By Rich Lowry
Tuesday, June 03, 2025
Ukraine may not have “the cards,” as President Trump put
it, but it does have drones.
They were used to great effect over the weekend in an audacious attack within Russia that
has focused the world’s attention on a revolution in warfare.
A badly outmanned and outgunned country just reached far
inside its adversary’s territory to destroy or damage hugely expensive,
nuclear-capable strategic aircraft with low-cost drones basically
indistinguishable from ones available on Amazon.
It’s not quite David versus Goliath, because the Russian
giant is not going to be felled by the blow, but the diplomatic and
psychological impact of the raid could be profound, as Ukraine seeks to
demonstrate to the West its staying power.
For creativity and outsized effect with widely available
devices, the Ukrainian attack is in the same league as Israel’s beeper attack
on Hezbollah operatives in Lebanon last year. Both operations also carry a
message about new vulnerabilities — to a compromised supply chain and to
surprise drone attack — that should make us take notice.
We’ve just watched the equivalent of aviation legend
Billy Mitchell’s demonstration in 1921 when he had U.S. planes sink a former
German battleship, in a display of the emerging potency of air power.
Ukraine’s Operation Spider Web combined Mission
Impossible–style intrigue — the drones were secreted within Russia and some of
them launched from containers attached to trucks, unbeknownst to the drivers —
with clever innovation.
The attacks spanned several time zones and hit 41 Russian
aircraft, according to the Ukrainians.
The operation was the latest iteration of a cat-and-mouse
drone war between Ukraine and Russia. The Ukraine conflict is essentially a war
of attrition, yet it is anything but static, as the means of waging it change
almost by the week. Offensive innovation is met with defensive countermove,
triggering another change on offense.
Drones are vulnerable to electronic jamming? Then,
they’ll be controlled by massive spools of fiber-optic cable. Drones threaten
supply routes? Then, the roads will be covered with netting. And drones will be
attacked by other drones.
What the siren of the Stuka dive-bomber was to the
Blitzkrieg — an unmistakable herald of a new way of waging war — the
high-pitched whirr of the drone is to the Ukraine war.

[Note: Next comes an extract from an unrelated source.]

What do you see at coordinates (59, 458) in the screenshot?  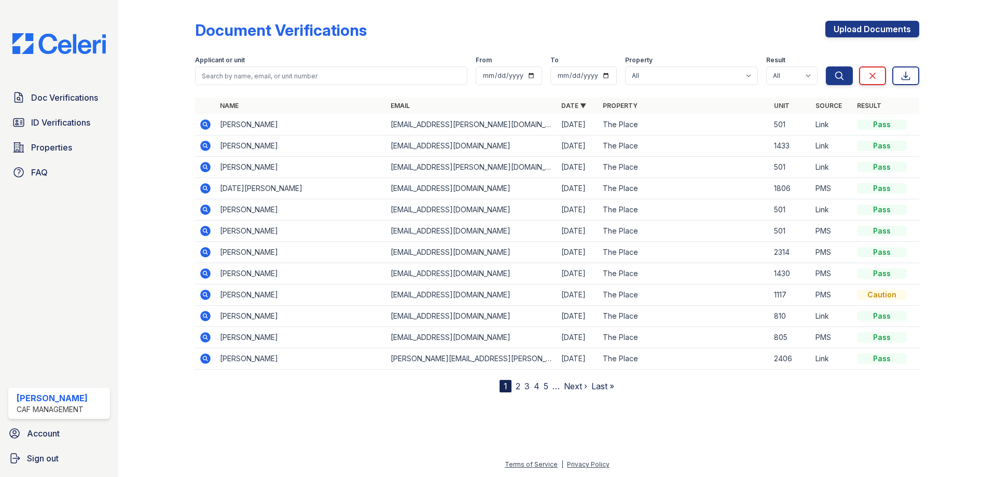 I see `a: Sign out` at bounding box center [59, 458].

Estimates are that drones now inflict about 70 percent of
casualties on both sides, and there are literally millions of them. Russia
deployed roughly 4 million drones last year, and Ukraine about 1.5 million.
We have much to learn from all this. After last weekend,
every commander of a U.S. base should be thinking anew about potential
vulnerability to drone attack, and it’s not hard to imagine the Chinese using
drones to execute a wide-ranging strike in the Western Pacific if Beijing goes
after Taiwan.
Once a leader in drone technology when its Predators were
taking out targets in the War on Terror, the U.S. hasn’t kept up with the
adaptations happening in the Ukraine war. Inevitably, our own bureaucratic
processes are our worst enemy.
As head of the U.S. National Drone Association, Nathan
Ecelbarger, writes, the system for acquiring drones “remains deeply flawed,
overly bureaucratic, and resistant to innovation.”
We’ll have to focus more on defenses, too, from early
detection to counter-drone capabilities. The problem with using missiles to
defeat drones is the asymmetry in expense — an SM-2 missile costs millions,
whereas a Houthi drone costs thousands. And drone swarms could overcome a
battery of missiles.
This is the reason why the work of next-generation
defense firms like Epirus, which has developed a scalable, high-power microwave
technology platform that can knock a swarm of drones from the sky, is so
important.
What’s happening in the Ukraine war is the norm in human
conflict. It’s adapt — or watch your castle get reduced to rubble, your fleet
get sent to the bottom of the ocean, or a leg of your nuclear triad get
assaulted by, essentially, a plaything of hobbyists.